Today marks a major milestone: full dot-navigation support via the -> operator is now operational. The engine can now "traverse" the type metadata hierarchy, seamlessly moving from the global registry down to specific fields and their internal attributes.
The Goal
Once a type is declared in Lisp (for example, a structure):
(deftype test-vector (basic) ((x int8 1) (y int8 2)) (:methods (new (int8 int8) object) (set (int8 int8) none) (len () int8)))
We needed a way to inspect this type using dot notation. This isn't just manipulating Lisp lists; it is Runtime Reflection over native C++ objects, exposed to the interpreter as NATIVE_REF.
REPL Demonstration
First, we can access the global *type-system* registry. For instance, we can query the pointer size for the current target architecture (in this case, Z80):
soot> (-> *type-system* pointer-size)
=> 2
When querying the structure itself, the system retrieves the BasicType object, which contains vectors for fields and methods:
soot> (-> *type-system* test-vector)
=> [BasicType] test-vector parent: basic size: 5 fields: Field: (type type :offset 0) ... Field: (x int8 :offset 2) ... Field: (y int8 :offset 3) ... methods: Method 0: new (function int8 int8 object) Method 1: set (function int8 int8 none) Method 2: len (function int8)
The -> operator is implemented as a Special Form in C++, allowing us to build deep chains without excessive quoting. We can "drill down" into a specific field to extract its native offset:
;; Access the 'x' field object soot> (-> *type-system* test-vector x) => Field: (x int8 :offset 2) ... ;; Extract a specific attribute (offset) from that field soot> (-> *type-system* test-vector x offset) => 2
A key design detail: navigation respects object boundaries. A field returns a TypeSpec (a type specification/reference), not the type definition object itself. To find the parameters of the underlying data type, we perform a lookup back through the type system:
;; Get the type specification of the field soot> (-> *type-system* test-vector x type) => int8 ;; Resolve that spec to the actual type definition to get its size soot> (-> *type-system* int8 size) => 1
Under the Hood
This navigation is powered by the `Aliasable` system:
- Chain of Responsibility: Virtual make_step_alias calls propagate correctly through the inheritance hierarchy (from Aliasable through StructureType to BasicType), ensuring data access is never lost at different levels of inheritance.
- Unified Interface: The C++ step(key) method handles both meta-property lookups (like size)
- Architecture Agnostic: The system dynamically pulls data based on the initialized architecture (e.g., Z80 vs. Default).
What's Next?
With the code stabilized, we have a solid foundation for the next step: the Static Data Compiler. Now that we can programmatically "see" the offsets and types of every field via introspection, we can begin automating the assembly of structures, constants, and method tables directly into binary buffers.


### DESCRIPTION OF THE TASK
Once you have counted the lines below that contain "days", give that number and nothing else.

### Extracted data entries
○ ○ ○ ○

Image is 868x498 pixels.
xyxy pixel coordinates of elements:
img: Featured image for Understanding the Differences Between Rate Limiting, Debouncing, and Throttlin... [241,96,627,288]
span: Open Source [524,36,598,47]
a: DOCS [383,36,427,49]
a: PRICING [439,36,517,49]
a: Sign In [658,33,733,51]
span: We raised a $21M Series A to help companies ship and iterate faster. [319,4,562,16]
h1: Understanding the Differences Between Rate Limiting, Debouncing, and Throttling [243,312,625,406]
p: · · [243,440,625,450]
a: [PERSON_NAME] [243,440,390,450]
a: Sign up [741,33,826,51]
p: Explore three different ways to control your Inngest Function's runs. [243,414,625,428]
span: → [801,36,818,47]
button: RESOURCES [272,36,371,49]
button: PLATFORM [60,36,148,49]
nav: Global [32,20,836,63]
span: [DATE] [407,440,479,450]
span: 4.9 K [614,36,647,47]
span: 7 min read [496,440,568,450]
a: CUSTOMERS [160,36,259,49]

○ ○ ○ ○

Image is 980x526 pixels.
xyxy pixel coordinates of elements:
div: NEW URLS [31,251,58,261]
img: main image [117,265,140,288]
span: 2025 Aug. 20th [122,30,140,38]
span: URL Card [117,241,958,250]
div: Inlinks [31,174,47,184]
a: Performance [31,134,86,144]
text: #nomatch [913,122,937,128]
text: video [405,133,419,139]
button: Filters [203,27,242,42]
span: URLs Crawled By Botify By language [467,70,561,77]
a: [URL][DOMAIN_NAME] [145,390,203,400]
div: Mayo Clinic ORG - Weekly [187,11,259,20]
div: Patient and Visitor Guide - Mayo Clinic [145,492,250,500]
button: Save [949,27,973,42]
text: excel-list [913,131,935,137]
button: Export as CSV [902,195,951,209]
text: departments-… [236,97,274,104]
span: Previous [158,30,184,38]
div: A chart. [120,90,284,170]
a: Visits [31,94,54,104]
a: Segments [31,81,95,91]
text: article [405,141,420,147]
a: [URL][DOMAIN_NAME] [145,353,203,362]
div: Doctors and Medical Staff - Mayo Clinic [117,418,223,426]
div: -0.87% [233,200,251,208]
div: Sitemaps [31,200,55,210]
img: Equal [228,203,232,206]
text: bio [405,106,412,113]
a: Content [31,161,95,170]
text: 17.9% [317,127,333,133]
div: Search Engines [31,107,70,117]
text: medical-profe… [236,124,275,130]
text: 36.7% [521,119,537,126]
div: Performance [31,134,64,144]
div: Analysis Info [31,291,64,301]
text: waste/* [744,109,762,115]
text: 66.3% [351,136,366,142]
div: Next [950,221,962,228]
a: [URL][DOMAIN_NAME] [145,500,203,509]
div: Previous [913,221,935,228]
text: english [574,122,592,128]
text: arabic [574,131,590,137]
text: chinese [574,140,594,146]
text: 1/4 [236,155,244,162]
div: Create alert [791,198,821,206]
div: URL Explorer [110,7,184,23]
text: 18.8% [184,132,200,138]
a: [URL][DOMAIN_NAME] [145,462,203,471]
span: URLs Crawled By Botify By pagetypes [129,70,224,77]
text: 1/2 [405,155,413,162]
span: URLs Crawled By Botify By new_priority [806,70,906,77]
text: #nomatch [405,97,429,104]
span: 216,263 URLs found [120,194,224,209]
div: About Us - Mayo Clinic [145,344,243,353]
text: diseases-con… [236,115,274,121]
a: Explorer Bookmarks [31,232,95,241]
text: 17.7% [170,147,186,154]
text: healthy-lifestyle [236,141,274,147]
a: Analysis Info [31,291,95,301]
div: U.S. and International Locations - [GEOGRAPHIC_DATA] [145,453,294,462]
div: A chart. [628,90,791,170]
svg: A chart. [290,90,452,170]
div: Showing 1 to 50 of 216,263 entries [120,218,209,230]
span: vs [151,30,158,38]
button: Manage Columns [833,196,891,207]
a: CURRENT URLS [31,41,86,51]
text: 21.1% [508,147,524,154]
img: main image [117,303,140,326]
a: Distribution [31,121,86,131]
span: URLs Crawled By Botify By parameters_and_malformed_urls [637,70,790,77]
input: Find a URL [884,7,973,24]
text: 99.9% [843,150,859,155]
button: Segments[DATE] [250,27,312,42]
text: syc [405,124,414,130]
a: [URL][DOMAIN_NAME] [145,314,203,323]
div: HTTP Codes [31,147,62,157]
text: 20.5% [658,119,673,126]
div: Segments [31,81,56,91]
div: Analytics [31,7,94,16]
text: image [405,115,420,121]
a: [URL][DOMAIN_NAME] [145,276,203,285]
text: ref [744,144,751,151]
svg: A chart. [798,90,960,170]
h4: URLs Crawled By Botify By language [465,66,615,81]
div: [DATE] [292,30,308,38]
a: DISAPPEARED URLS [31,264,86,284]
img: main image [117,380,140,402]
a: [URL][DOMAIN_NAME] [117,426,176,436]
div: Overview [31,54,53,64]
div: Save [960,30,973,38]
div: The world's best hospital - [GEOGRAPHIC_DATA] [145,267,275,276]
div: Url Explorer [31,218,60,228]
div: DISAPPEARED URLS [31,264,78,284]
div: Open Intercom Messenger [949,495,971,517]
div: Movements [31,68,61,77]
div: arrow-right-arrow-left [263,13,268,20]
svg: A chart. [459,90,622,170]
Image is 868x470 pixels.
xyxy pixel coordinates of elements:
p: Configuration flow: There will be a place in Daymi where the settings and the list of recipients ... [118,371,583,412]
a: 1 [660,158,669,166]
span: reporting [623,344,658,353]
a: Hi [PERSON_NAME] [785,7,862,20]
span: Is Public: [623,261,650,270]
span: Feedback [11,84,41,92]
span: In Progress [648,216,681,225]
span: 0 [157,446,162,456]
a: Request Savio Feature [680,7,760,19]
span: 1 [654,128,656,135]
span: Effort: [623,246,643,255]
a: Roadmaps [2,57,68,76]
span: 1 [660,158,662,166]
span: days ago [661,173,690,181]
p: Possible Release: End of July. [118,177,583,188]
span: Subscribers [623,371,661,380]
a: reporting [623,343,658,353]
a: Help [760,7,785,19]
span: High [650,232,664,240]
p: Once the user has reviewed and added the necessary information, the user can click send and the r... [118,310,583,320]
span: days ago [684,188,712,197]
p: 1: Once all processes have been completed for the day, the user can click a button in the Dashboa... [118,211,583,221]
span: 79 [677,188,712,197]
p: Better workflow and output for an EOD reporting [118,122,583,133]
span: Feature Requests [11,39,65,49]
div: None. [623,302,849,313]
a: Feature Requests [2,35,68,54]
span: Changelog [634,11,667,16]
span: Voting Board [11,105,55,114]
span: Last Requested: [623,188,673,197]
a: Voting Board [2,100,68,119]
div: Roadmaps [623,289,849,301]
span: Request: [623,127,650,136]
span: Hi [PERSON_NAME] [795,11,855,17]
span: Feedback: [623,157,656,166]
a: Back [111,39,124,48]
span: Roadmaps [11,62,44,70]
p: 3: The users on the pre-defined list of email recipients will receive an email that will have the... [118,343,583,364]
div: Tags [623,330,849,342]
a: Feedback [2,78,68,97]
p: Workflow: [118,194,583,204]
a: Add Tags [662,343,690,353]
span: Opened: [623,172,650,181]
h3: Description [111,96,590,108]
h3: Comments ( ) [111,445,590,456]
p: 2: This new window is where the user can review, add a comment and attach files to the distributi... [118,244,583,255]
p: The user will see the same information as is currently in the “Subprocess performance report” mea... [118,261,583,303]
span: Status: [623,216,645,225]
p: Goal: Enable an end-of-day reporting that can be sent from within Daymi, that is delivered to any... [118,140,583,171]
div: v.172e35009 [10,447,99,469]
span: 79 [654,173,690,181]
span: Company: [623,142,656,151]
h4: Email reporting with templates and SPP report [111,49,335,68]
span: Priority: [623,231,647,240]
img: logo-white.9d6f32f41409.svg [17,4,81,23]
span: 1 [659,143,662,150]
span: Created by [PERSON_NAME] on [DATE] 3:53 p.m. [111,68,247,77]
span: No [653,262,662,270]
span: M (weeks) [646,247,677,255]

○ ○ ○ ○

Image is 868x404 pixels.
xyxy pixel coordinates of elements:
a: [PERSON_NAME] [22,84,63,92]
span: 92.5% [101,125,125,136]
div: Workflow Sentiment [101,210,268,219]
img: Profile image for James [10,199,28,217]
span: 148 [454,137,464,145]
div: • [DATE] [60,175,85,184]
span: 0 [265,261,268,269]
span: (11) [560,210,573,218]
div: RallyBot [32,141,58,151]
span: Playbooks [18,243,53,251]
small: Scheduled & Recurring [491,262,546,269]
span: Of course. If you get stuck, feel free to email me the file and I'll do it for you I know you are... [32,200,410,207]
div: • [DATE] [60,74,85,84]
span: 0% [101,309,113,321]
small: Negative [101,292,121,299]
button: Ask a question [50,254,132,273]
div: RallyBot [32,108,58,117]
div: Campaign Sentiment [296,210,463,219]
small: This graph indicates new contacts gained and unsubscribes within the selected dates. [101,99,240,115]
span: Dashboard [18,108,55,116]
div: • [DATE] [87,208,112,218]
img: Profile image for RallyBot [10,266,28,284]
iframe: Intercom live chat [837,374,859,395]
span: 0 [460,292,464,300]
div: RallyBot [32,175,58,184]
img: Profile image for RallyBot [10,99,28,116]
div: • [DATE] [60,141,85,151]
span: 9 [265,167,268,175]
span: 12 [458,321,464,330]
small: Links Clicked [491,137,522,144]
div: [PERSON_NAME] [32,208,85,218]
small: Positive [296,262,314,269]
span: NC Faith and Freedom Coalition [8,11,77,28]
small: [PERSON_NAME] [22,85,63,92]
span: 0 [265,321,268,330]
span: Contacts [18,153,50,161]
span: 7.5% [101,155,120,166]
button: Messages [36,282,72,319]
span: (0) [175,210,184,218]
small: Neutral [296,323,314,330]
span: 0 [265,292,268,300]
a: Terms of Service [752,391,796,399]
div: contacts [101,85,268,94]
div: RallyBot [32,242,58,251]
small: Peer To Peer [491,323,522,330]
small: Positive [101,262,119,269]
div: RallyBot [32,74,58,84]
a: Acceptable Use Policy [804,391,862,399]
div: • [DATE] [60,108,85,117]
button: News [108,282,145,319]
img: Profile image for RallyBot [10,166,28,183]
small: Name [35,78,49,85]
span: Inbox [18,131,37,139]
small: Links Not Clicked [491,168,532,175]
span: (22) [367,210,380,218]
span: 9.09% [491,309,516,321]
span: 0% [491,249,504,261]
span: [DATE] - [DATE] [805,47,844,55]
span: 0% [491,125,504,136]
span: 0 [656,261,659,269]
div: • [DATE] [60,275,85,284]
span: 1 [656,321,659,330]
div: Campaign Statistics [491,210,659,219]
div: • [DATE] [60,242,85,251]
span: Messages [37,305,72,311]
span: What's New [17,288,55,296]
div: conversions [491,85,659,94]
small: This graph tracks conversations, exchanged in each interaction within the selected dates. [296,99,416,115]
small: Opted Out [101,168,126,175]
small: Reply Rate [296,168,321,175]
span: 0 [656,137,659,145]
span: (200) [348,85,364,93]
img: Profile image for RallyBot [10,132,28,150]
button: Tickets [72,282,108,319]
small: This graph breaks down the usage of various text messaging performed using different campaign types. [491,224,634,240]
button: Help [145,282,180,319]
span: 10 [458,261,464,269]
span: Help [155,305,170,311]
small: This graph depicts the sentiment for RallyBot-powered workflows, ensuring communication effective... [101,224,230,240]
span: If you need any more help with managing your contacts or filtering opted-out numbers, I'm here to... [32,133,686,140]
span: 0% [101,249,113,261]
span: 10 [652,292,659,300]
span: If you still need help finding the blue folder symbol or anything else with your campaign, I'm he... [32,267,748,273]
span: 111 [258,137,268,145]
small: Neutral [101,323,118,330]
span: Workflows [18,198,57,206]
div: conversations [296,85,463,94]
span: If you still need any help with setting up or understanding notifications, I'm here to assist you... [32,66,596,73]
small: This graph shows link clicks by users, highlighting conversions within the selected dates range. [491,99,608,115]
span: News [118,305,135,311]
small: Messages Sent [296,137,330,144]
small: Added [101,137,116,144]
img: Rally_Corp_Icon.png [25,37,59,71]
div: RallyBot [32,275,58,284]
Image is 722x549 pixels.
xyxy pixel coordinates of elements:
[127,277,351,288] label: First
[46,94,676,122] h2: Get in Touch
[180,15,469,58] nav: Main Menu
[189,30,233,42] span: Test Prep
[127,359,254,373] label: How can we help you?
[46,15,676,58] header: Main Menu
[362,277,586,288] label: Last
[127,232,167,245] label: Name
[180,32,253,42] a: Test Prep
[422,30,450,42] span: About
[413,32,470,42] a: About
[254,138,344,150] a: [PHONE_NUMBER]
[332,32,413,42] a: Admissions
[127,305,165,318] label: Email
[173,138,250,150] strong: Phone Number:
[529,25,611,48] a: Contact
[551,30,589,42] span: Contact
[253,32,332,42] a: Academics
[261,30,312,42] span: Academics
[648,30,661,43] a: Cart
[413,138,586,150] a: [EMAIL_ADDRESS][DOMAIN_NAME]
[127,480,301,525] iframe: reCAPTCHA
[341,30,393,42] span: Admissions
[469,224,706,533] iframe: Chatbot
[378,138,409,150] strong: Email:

○ ○ ○ ○

### TASK RESPONSE
2